Leaky Archive

Leaky Archive is the digital project at the Rautenstrauch-Joest Museum (RJM). The ambition of the project is to work collaboratively on the collection in digital and analog spaces in order to make both content and structure more democratic, open and polyphonic.

How can the RJM's collection database, with around 165,000 entries, most of which contain minimal information, be more transparent and accessible? Leaky Archive explores and develops new models for knowledge sharing and knowledge generation in collaboration with local and international institutions, peers, and publics to build an intersectional community. Digital fellowships, Online Access Tours through the digital collection, transdisciplinary work sessions and edit-a-thons, and a Camp* on programming, theater, design and gaming at the museum for youth are meant to transform the colonial archives and collections of the RJM into a multiperspectival-multivocal platform.

The project investigates how access to and work with colonial archives and collections can be radically transformed and opened up with the help of digitality. Essential to this process are the questions of how collections can embrace different, non-academic forms of knowledge, such as those related to orality and physical embodiment.

Leaky Archive focuses on new perspectives of digital collaboration through decentralized infrastructures. The different formats explicitly emphasize contradictory forms of knowledge and insight generation, rather than insisting on consensus. Thus, the project does not aim to transfer analog ideas into digital space or to accumulate knowledge, but rather to question the RJM collections as a model for ethnological collections, the effects of their digitization, the possibilities of their mediation, and their radical democratization.


BACKGROUND

Located in Cologne, the Rautenstrauch-Joest-Museum (RJM) is one of the most important ethnological museums in Germany and the only one of its kind in North Rhine-Westphalia. The collection contains approximately 65,000 objects and 100,000 historical photographs dating from the early days of photography to the 1980s. The RJM's collections have been successively recorded electronically in an Access-based database since the late 1990s. Since the migration of the records in the fall of 2020, they have been cleaned up, thesauri developed, and missing data - if available - added. In terms of content, the RJM collection represents a unique documentation of life in the global South, but can only be received in connection with colonialism and its legacies.


DESTINATION

With Leaky Archives, the RJM team is self-critical, as well as modeling questions such as: Who owns the rights to the images of once-looted objects contained in the database? Even if they are made available online to a wider public, who are the owners of these images? Digital networking creates the opportunity to discuss these and other questions directly with members of the communities who produced the artworks and objects or who are featured in the photographs, without dislocation. Their communities in the Global South and their local resources could help advance and, most importantly, recontextualize the debate and work on the collection. In this way, the project can be seen as part of a restitution process in which the database and its records can themselves become objects and return to their original communities.
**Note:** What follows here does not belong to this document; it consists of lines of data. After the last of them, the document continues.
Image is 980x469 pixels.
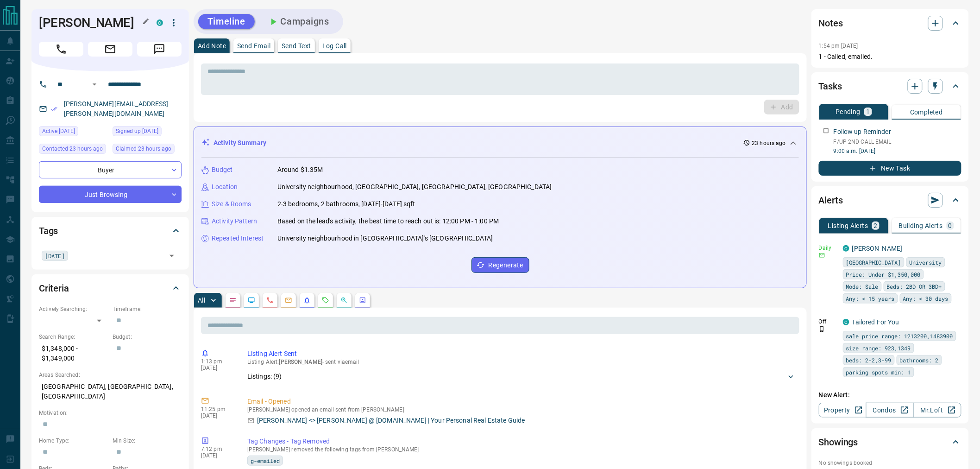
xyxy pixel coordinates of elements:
p: 2 [874,223,878,229]
button: Campaigns [258,14,339,29]
p: Activity Summary [214,138,267,148]
div: Alerts [819,189,962,211]
div: condos.ca [156,20,163,26]
div: Tasks [819,75,962,97]
svg: Notes [229,296,236,304]
button: New Task [819,161,962,176]
p: Listing Alert : - sent via email [247,359,796,365]
div: Activity Summary23 hours ago [201,134,799,151]
p: 11:25 pm [201,406,233,413]
p: Follow up Reminder [834,127,892,137]
p: Timeframe: [113,305,182,313]
div: Sun Oct 12 2025 [113,144,182,156]
p: University neighbourhood, [GEOGRAPHIC_DATA], [GEOGRAPHIC_DATA], [GEOGRAPHIC_DATA] [277,183,552,192]
p: F/UP 2ND CALL EMAIL [834,138,962,146]
p: Motivation: [39,408,182,417]
p: 0 [949,223,952,229]
span: Call [39,42,83,56]
svg: Push Notification Only [819,326,825,332]
p: 7:12 pm [201,446,233,453]
button: Regenerate [472,257,529,273]
p: 1 [866,109,870,115]
p: Around $1.35M [277,165,323,175]
a: Tailored For You [852,318,900,326]
span: bathrooms: 2 [900,355,939,365]
div: Notes [819,12,962,34]
a: Mr.Loft [914,403,962,417]
svg: Requests [322,296,330,304]
p: Off [819,318,838,326]
span: Signed up [DATE] [116,127,159,136]
svg: Emails [285,296,292,304]
div: Sat Sep 14 2024 [113,126,182,139]
p: Areas Searched: [39,371,182,379]
div: Criteria [39,277,182,300]
p: Listing Alerts [829,223,869,229]
div: Tags [39,219,182,242]
span: Active [DATE] [43,127,75,136]
p: Daily [819,244,838,252]
svg: Calls [267,296,274,304]
p: [PERSON_NAME] <> [PERSON_NAME] @ [DOMAIN_NAME] | Your Personal Real Estate Guide [257,416,525,426]
h1: [PERSON_NAME] [39,16,142,30]
p: 1:13 pm [201,359,233,365]
h2: Tags [39,223,58,238]
span: University [910,258,942,267]
div: Sun Oct 12 2025 [39,144,108,156]
button: Open [89,79,100,90]
h2: Tasks [819,79,843,93]
span: Price: Under $1,350,000 [847,270,921,279]
span: beds: 2-2,3-99 [847,355,892,365]
h2: Alerts [819,193,843,208]
p: 1:54 pm [DATE] [819,43,858,49]
p: University neighbourhood in [GEOGRAPHIC_DATA]'s [GEOGRAPHIC_DATA] [277,233,493,243]
p: [PERSON_NAME] removed the following tags from [PERSON_NAME] [247,446,796,453]
p: Send Email [237,43,271,49]
a: Condos [866,403,914,417]
p: [DATE] [201,365,233,372]
p: [DATE] [201,413,233,419]
span: parking spots min: 1 [847,368,911,377]
span: Any: < 30 days [903,294,949,303]
span: Email [88,42,133,56]
p: Completed [910,109,943,115]
p: 1 - Called, emailed. [819,52,962,61]
h2: Criteria [39,281,69,295]
p: New Alert: [819,390,962,400]
div: condos.ca [843,319,850,326]
p: Email - Opened [247,397,796,407]
svg: Listing Alerts [303,296,311,304]
p: Tag Changes - Tag Removed [247,436,796,446]
p: Budget [212,165,233,175]
p: 23 hours ago [753,139,786,147]
p: Min Size: [113,436,182,445]
p: Based on the lead's activity, the best time to reach out is: 12:00 PM - 1:00 PM [277,216,499,226]
p: 9:00 a.m. [DATE] [834,147,962,156]
p: Activity Pattern [212,216,257,226]
span: Beds: 2BD OR 3BD+ [887,282,942,291]
p: $1,348,000 - $1,349,000 [39,341,108,366]
p: Repeated Interest [212,233,263,243]
p: Building Alerts [899,223,943,229]
span: Message [137,42,182,56]
div: Showings [819,431,962,453]
svg: Lead Browsing Activity [248,296,255,304]
a: [PERSON_NAME] [852,245,903,252]
p: All [198,297,205,304]
div: Buyer [39,161,182,178]
p: Listing Alert Sent [247,349,796,359]
p: Listings: ( 9 ) [247,372,282,381]
svg: Agent Actions [359,296,366,304]
span: Any: < 15 years [847,294,895,303]
p: Home Type: [39,436,108,445]
svg: Email Verified [51,106,57,112]
span: Contacted 23 hours ago [43,144,103,153]
p: Add Note [198,43,226,49]
div: Sun Oct 12 2025 [39,126,108,139]
p: Actively Searching: [39,305,108,313]
svg: Email [819,252,825,259]
p: [GEOGRAPHIC_DATA], [GEOGRAPHIC_DATA], [GEOGRAPHIC_DATA] [39,379,182,404]
button: Timeline [198,14,254,29]
span: Claimed 23 hours ago [116,144,172,153]
p: Size & Rooms [212,200,252,209]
Concept and project coordination: Agustina Andreoletti

RJM project team: Paulina Seyfried, Camilo Sandoval

KHM project team: Prof. Luzius A. Bernhard, Sam Hopkins

RJM Collection - Supporting Program - Documentation: Carla de Andrade Hurst (Diversity Manager), Caroline Bräuer (Photographic Collection), Nadine Dobler (Documentation). Lucia Halder (Photographic Collection), Dr. Clara Himmelheber (Collection Africa), Iris Kaebelmann (Public Program), Susanne Kube (Documentation), Dr. Oliver Lueb (Oceania Collection), Ricardo Márquez Garcia (Junior Curator), Vera Marušić (Directorate Officer, Program and Strategic Planning), Sonja Mohr (Insular Southeast Asia Collection), Aurora Rodonò (Diversity Manager), Mahtab Salmannia (Documentation), Dr. Anne Slenczka (Americas Collection), Nanette Snoep (Director), Dr. Annabelle Springer (Asia Collection).

Graphic design: Kristian Henson

 

 

Leaky Archive is developed as part of dive in. Programm für digitale Interaktionen of the Kulturstiftung des Bundes (German Federal Cultural Foundation) with funding by the Federal Government Commissioner for Culture and the Media (BKM) through the NEUSTART KULTUR programme.

The Digital Fellowships are funded by the Ministry of Culture and Science of the State of North Rhine-Westphalia in the Medienkunstfonds (Medienwerk.NRW) und Stadt Köln.

The Academy of Media Arts Cologne - Research Group Networks (KHM) is project partner.